Yeah, that was mine. It was based on the American meter maid. And I got the idea to just... you know, so many of my things, like 'When I'm Sixty-Four' and those, they're tongue in cheek! But they get taken for real! And similarly with 'Lovely Rita' — the idea of a parking-meter attendant's being sexy was tongue in cheek at the time.

—Paul McCartney, 1984

John Lennon led the backing vocals brigade, augmented with very heavy tape echo which, in turn, encouraged a little juvenile microphone messing: moaning, sighing and screaming for the end of the song plus cha-cha-chas and even the percussive sound of comb and toilet paper! 'John always wanted repeat echo in his headphones, it gave him more excitement,' says Geoff Emerick. 'They'd finished doing the vocal on 'Lovely Rita' and he just started fooling around, using the echo as his inspiration.'

—Mark Lewisohn, The Beatles Recording Sessions, 1988

We still weren't finished with the lovely lady: she had a big hole in the middle of her where a solo ought to be. 'Big' George (that's me) was elected to play said solo.

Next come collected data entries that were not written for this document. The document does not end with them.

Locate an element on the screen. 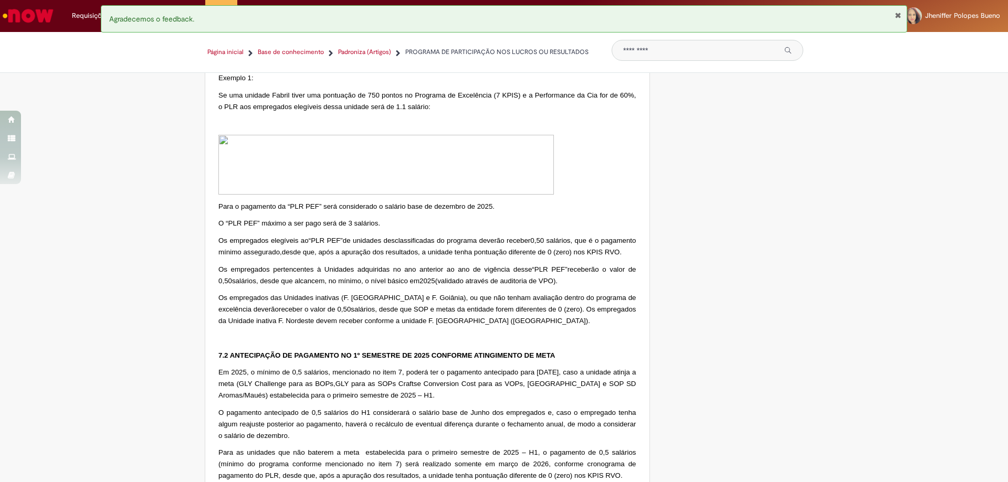  span: Para o pagamento da “PLR PEF” será considerado o salário base de dezembro de 2025 is located at coordinates (355, 206).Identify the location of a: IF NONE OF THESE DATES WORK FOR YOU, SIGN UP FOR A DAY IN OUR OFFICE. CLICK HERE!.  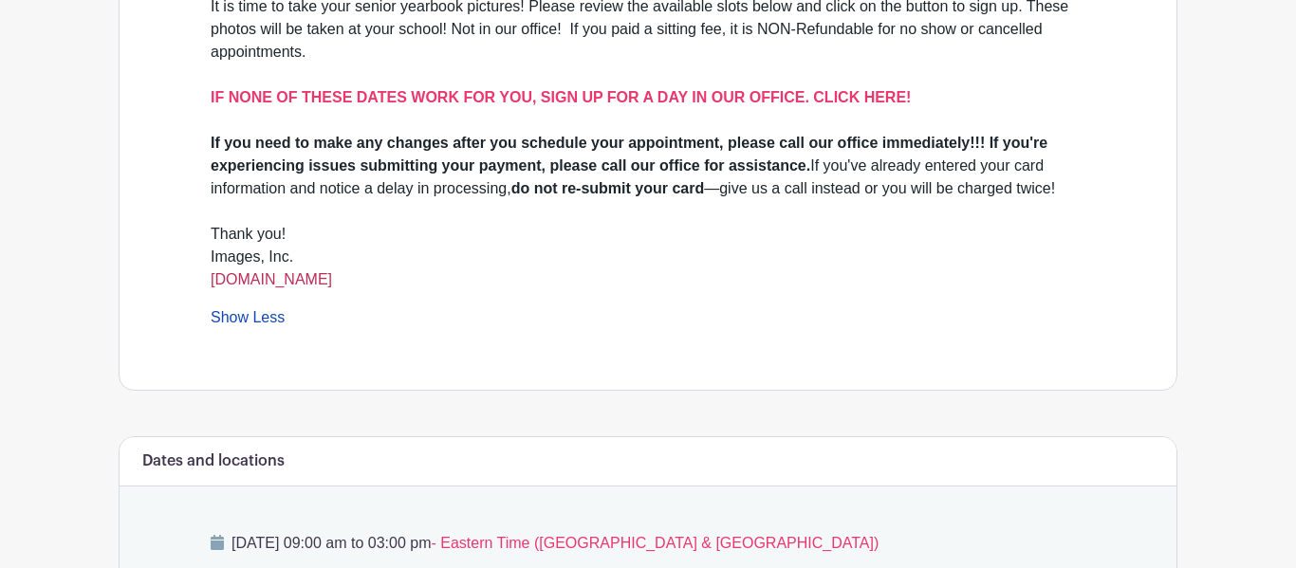
(561, 97).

I wanted a rippling honky-tonk piano sound, and got this by slowing the tape speed down to 41-and-a-quarter cycles, thereby reducing the pitch by three semitones. [...] When we brought the solo back up to normal speed again it sounded quite fast, and pretty good. Even better, it still sounded like a piano and not like a harpsichord, as double-speed piano tends to do. I also altered the sound of my piano on that solo by putting a spot of 'wow' on it. A very bad recording of a piano has a wobbly, wowing quality on the notes, which is a sound often produced by old tape-recorders. All the tape machines at EMI were top-line, however. How to destroy them? I put a tiny piece of editing tape on the capstan, which lifted the tape about a millimetre clear as it went over the roller. This put a bit of strain on the tape, making it oscillate and stretch just that little bit as it went round past the head. The effect as to give the piano the old-fashioned honky-tonk sound I was looking for.